Start of RECORD EXCERPTS

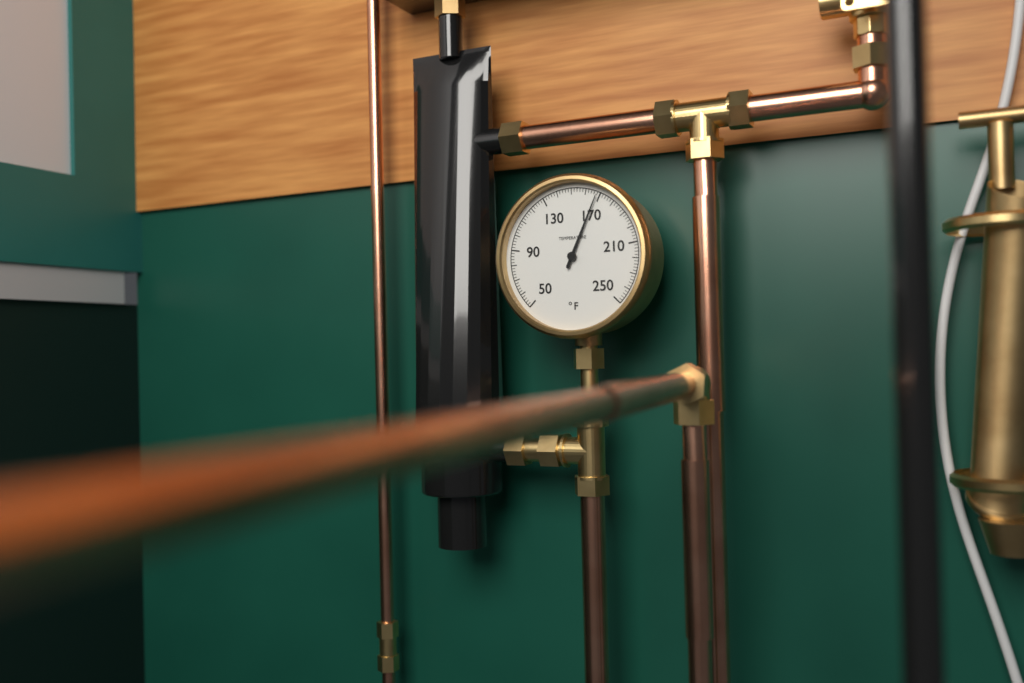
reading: 168 °F
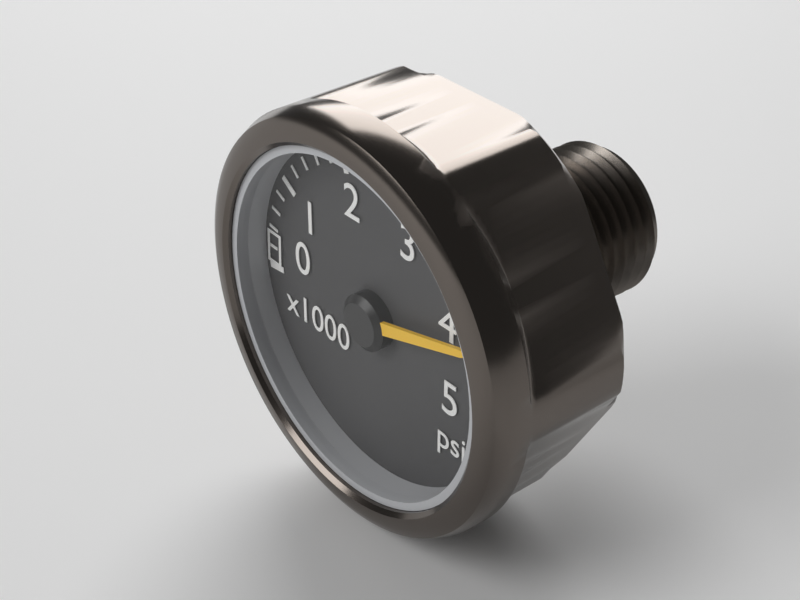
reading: 4200 psi
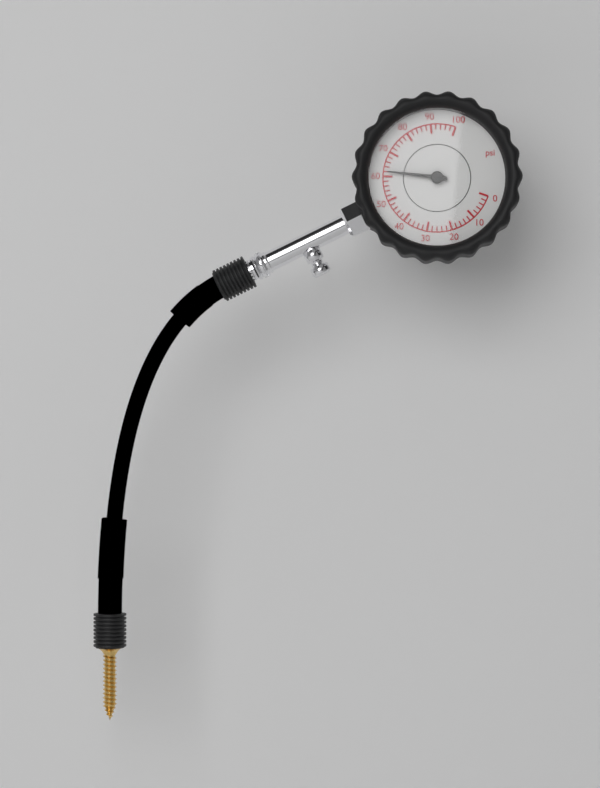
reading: 62 psi
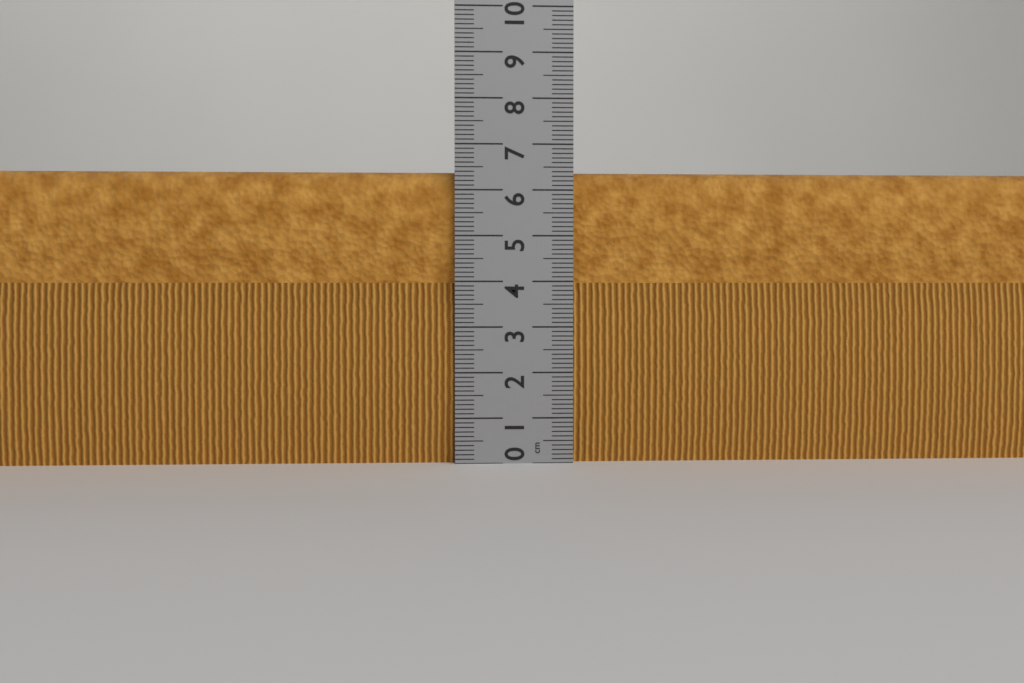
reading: 6.4 cm
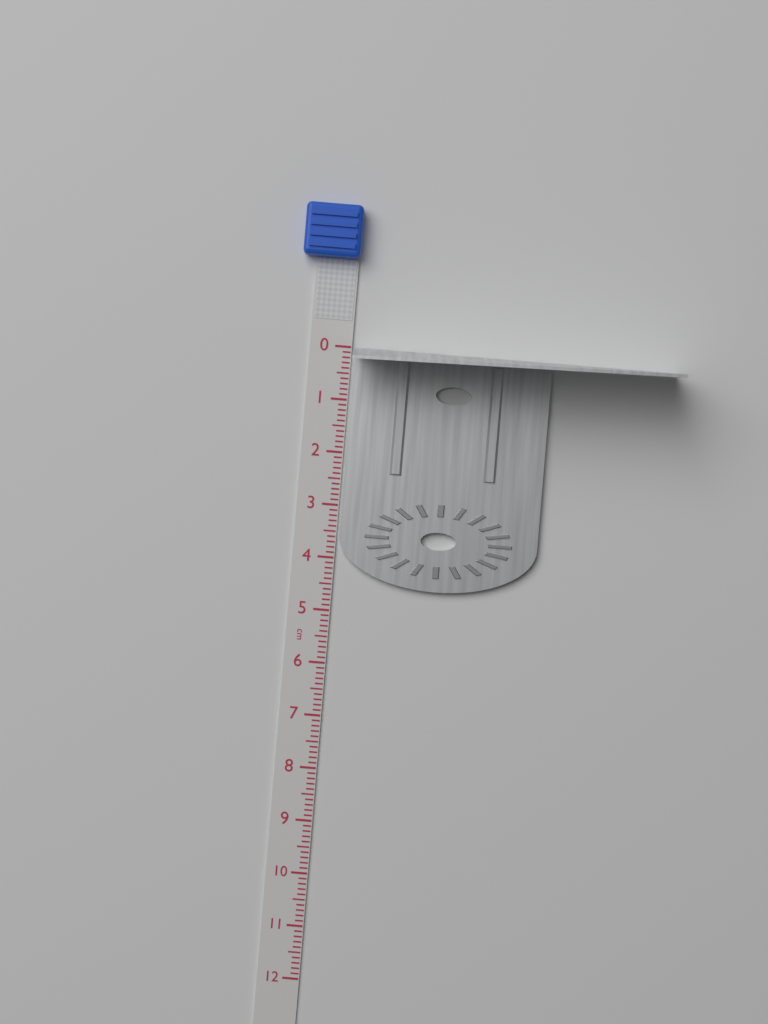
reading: 4.5 cm
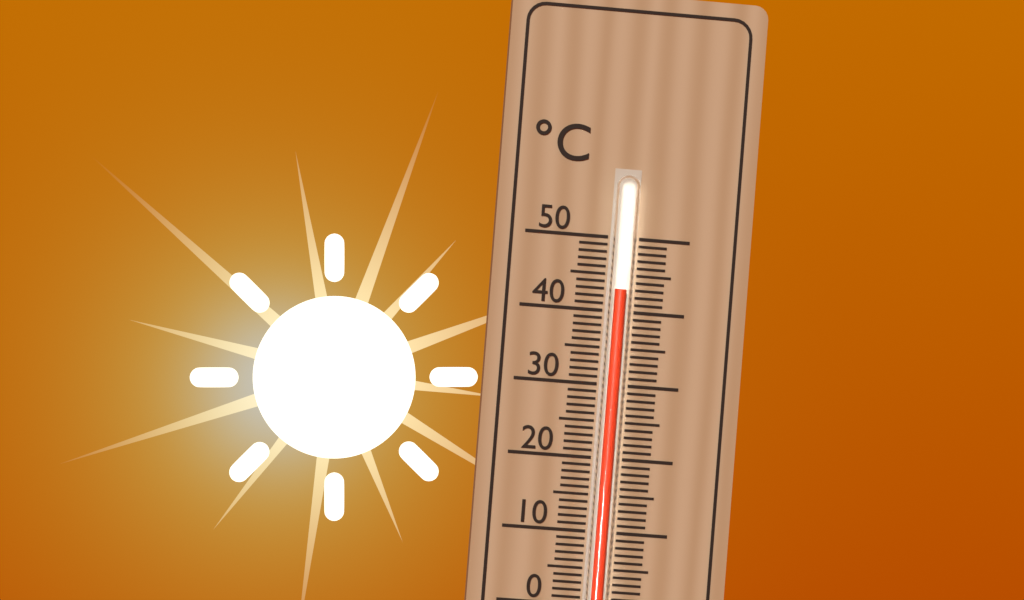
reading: 43 °C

End of RECORD EXCERPTS

Every record gets retyped exactly; no picture goes into the copy.

**RESPONSE AREA**
reading: 168 °F
reading: 4200 psi
reading: 62 psi
reading: 6.4 cm
reading: 4.5 cm
reading: 43 °C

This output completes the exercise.